### Records
-=-=-=-=-

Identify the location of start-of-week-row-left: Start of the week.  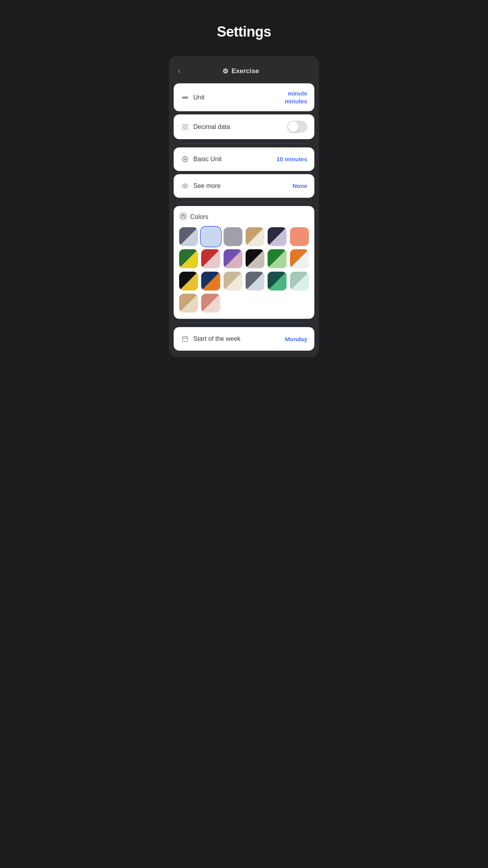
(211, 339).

-=-=-=-=-

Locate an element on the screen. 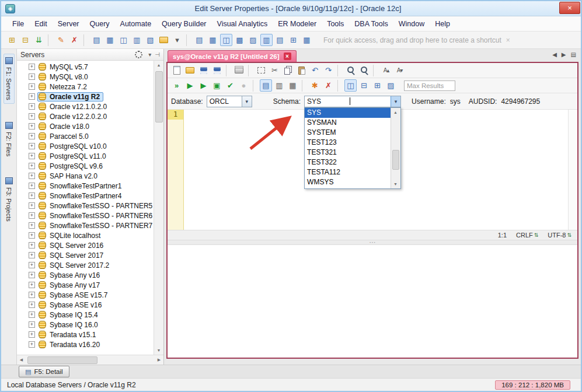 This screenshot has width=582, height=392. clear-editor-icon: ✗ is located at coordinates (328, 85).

-=-=-=-=-

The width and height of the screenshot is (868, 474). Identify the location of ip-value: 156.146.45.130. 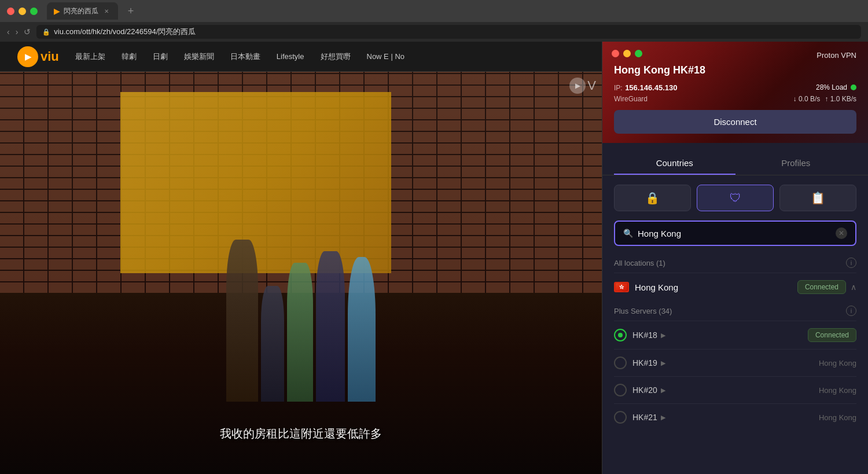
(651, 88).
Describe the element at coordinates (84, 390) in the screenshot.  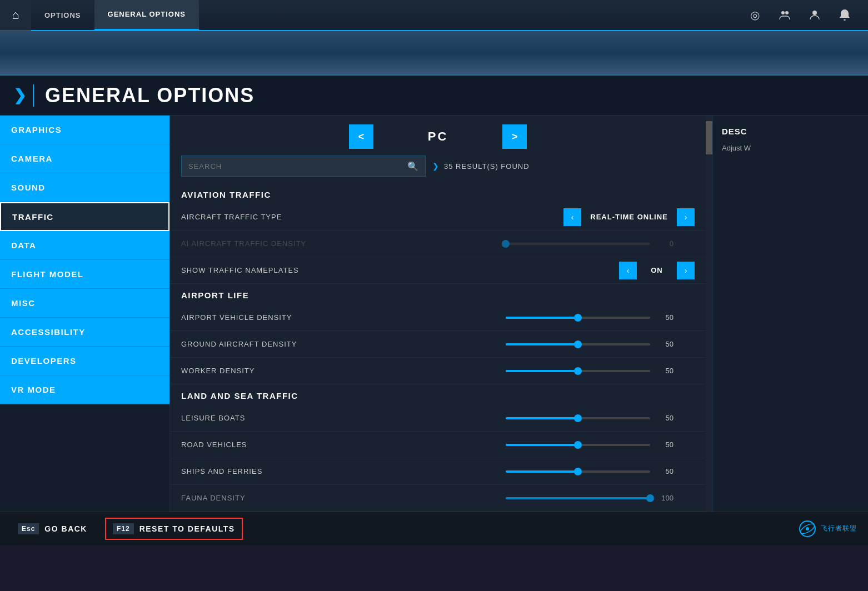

-=-=-=-=-

### What you need to do
In the records above, copy exactly everything from the line that has "The width and" down to the line that has "Describe the element", both ends included, and leave out the pictures.

### Expected output
The width and height of the screenshot is (868, 474). Identify the location of ip-value: 156.146.45.130. 
(651, 88).
Describe the element at coordinates (84, 390) in the screenshot.  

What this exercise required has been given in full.